Today was the “international day of climate action” organized by the 350.org coalition. It was a united signal to world leaders that urgent action is needed in the Copenhagen summit starting Dec 7. My particular group brought homemade noise-makers to Place des Spectacles (in Montreal) and made 350 seconds of cacophony aimed straight at Stephen Harper.

I’m very pleased to learn about 350.org. It is the most inclusive, focused, and well-organized anti-climate-change group thus far. National initiatives haven’t worked so far, and I hope this kind of internationalist approach will be more effective.

Alas, my government is actively sabotaging efforts to reach a workable, effective agreement to limit climate change. First, by taking no action to satisfy our Kyoto protocol obligations—Canada is already 34% above our 2012 CO2-emission targets. Second, by obstructing efforts to expand and improve Kyoto—our negotiators are calling for an entirely new framework, which would take several years to negotiate.

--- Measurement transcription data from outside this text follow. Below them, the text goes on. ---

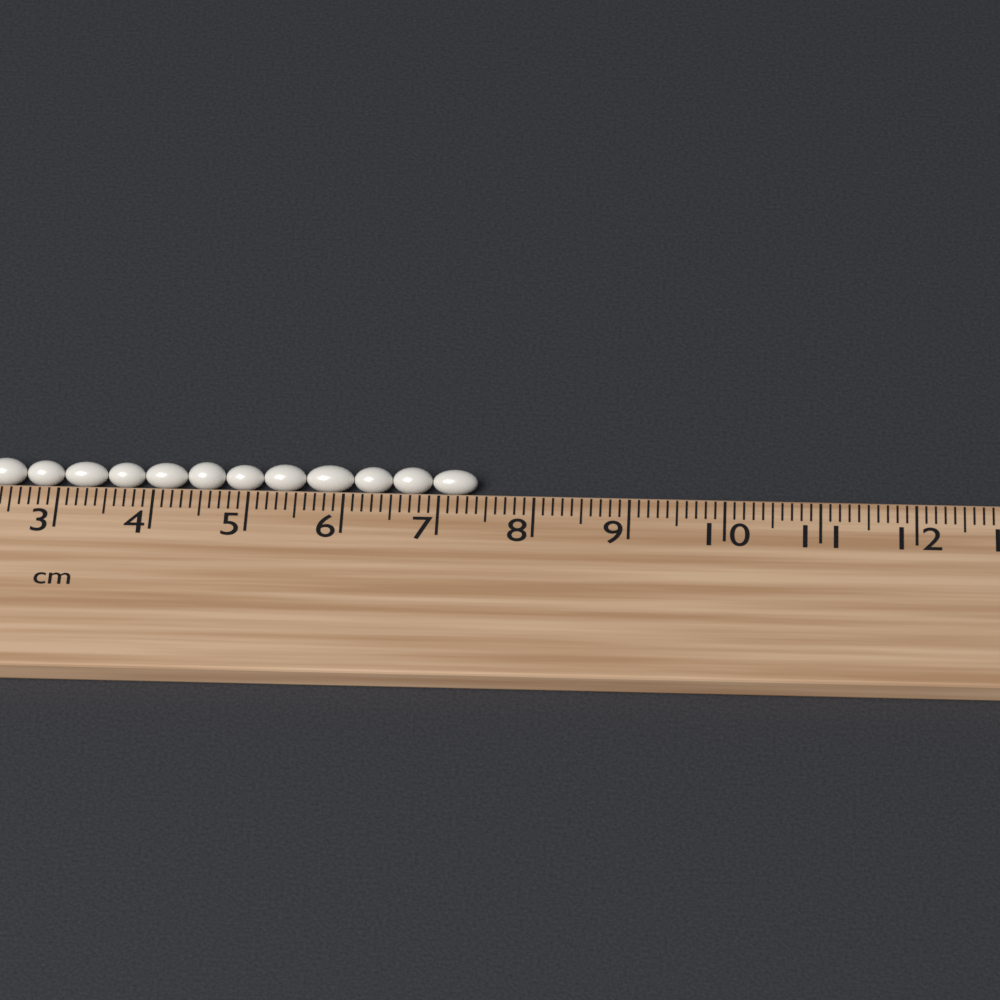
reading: 7.4 cm
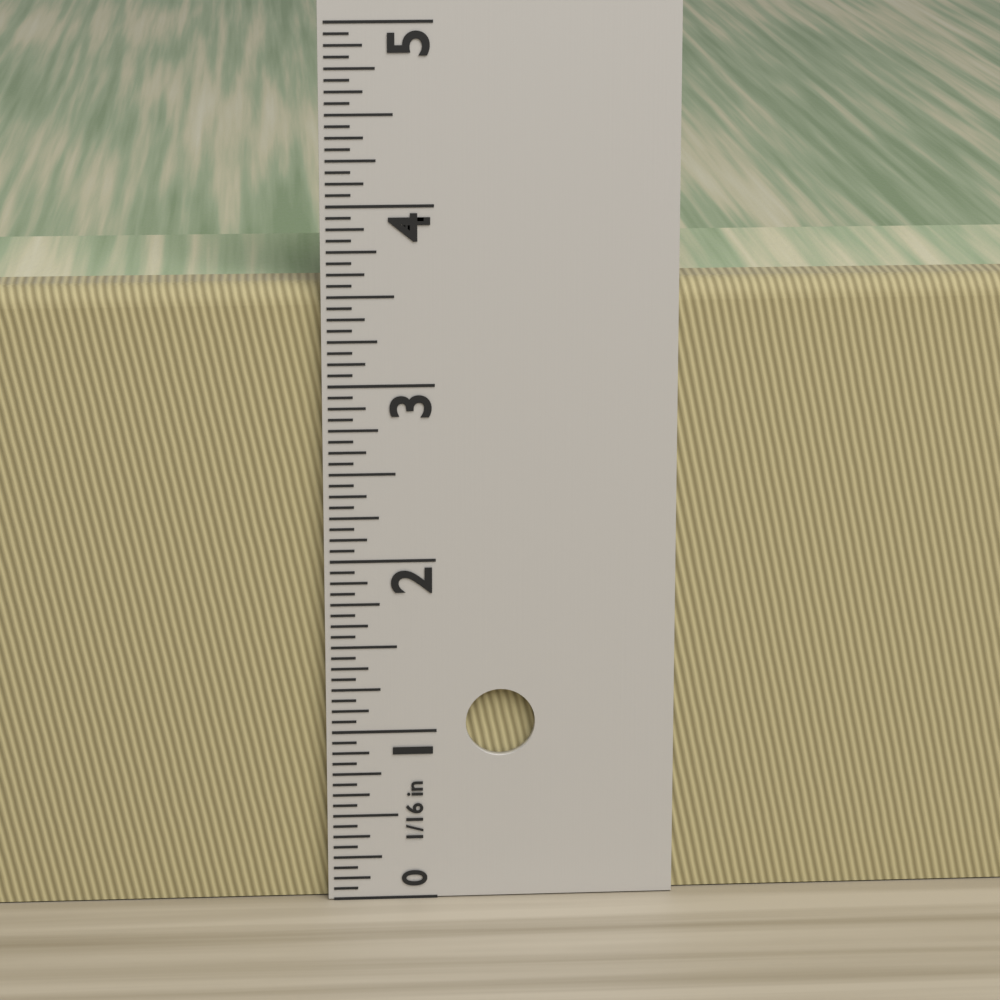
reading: 3.5625 in
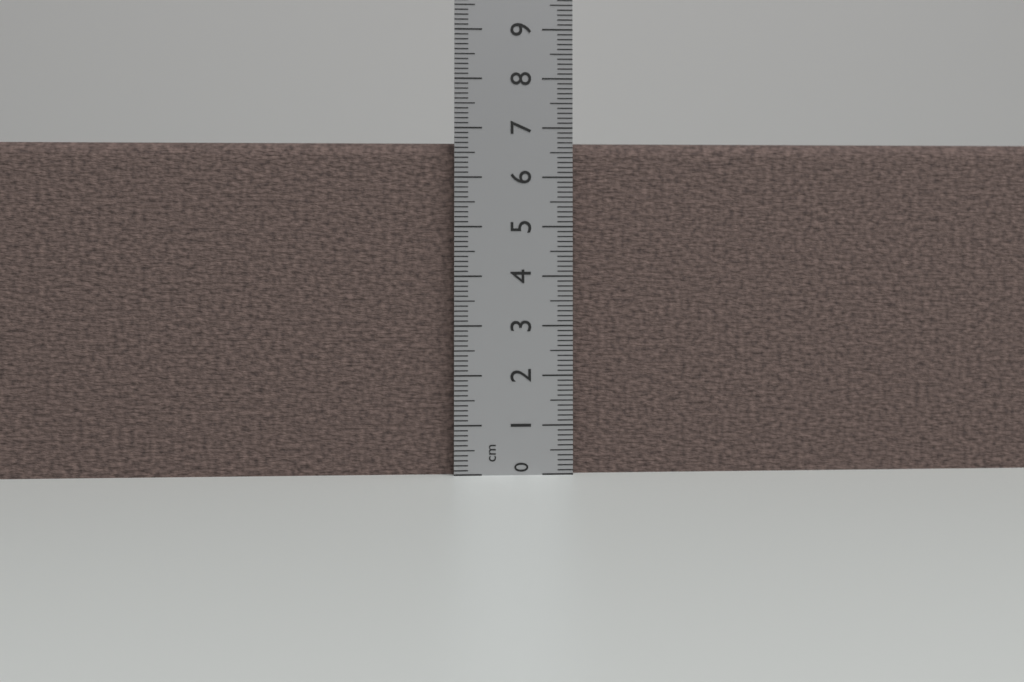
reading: 6.7 cm
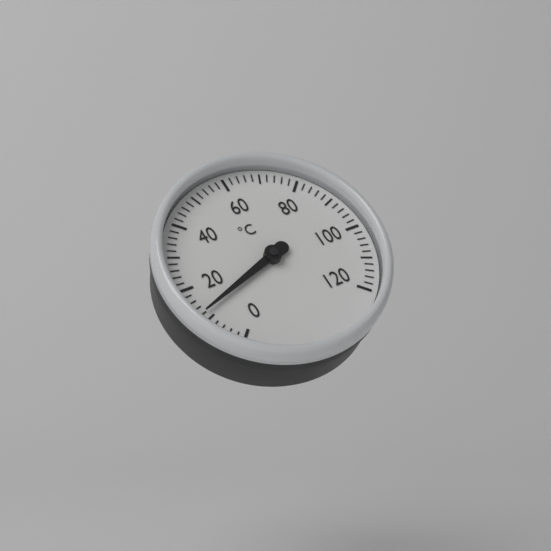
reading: 12 °C
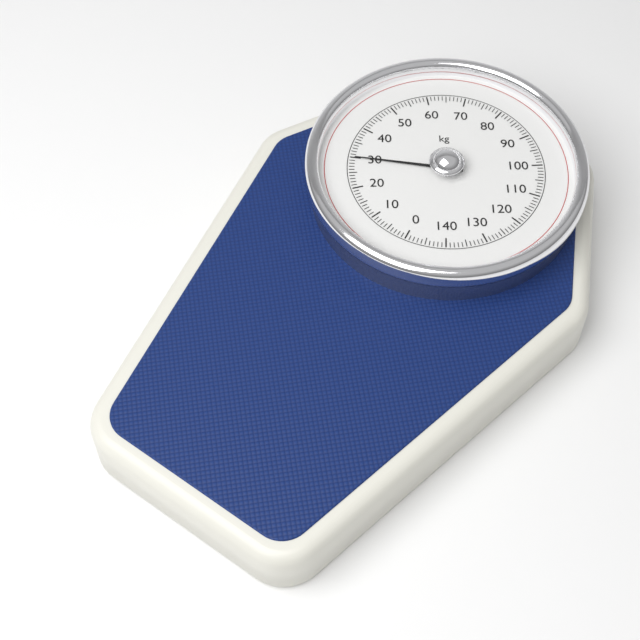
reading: 30 kg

We should not only blame the Conservative Party or their voters for this shortsightedness. No one should be surprised that a party built on Alberta’s petrodollars is opposed to restrictions on fossil fuels; and there will always be fearful and ignorant voters who support an impossible return to “the good old days” (although I am disturbed that they are so numerous at this critical junction). No, the other half of the Canadian establishment is equally responsible. The Liberals were in power for the first decade of our Kyoto obligations, and they took no significant action. Even now, after yet another year of shrinking glaciers, spreading pests and diseases, droughts, wildfires, freak weather, and rising sea levels, Liberal inaction is blocking the way forward. After all, the Conservatives are a minority in Parliament, and by uniting with the environment-friendly NDP and BQ, the Liberals could implement controls on emissions. A case in point is Bill C-311, the Climate Change Accountability Act, an NDP private member’s bill currently in its third reading in the House of Commons. It would set emission targets for 2020 and 2050 (25% and 80% below 1990 levels) and give regulators the power to punish polluters. This version of the Act was introduced in February, and there has been a push to pass it before the Copenhagen summit to give Canadian negotiators a strong negotiating position. However, last week the Liberals delayed the reading by another 30 days, which likely means it won’t be passed in time for Copenhagen. Ignatieff is just as bad as Harper (of which more later).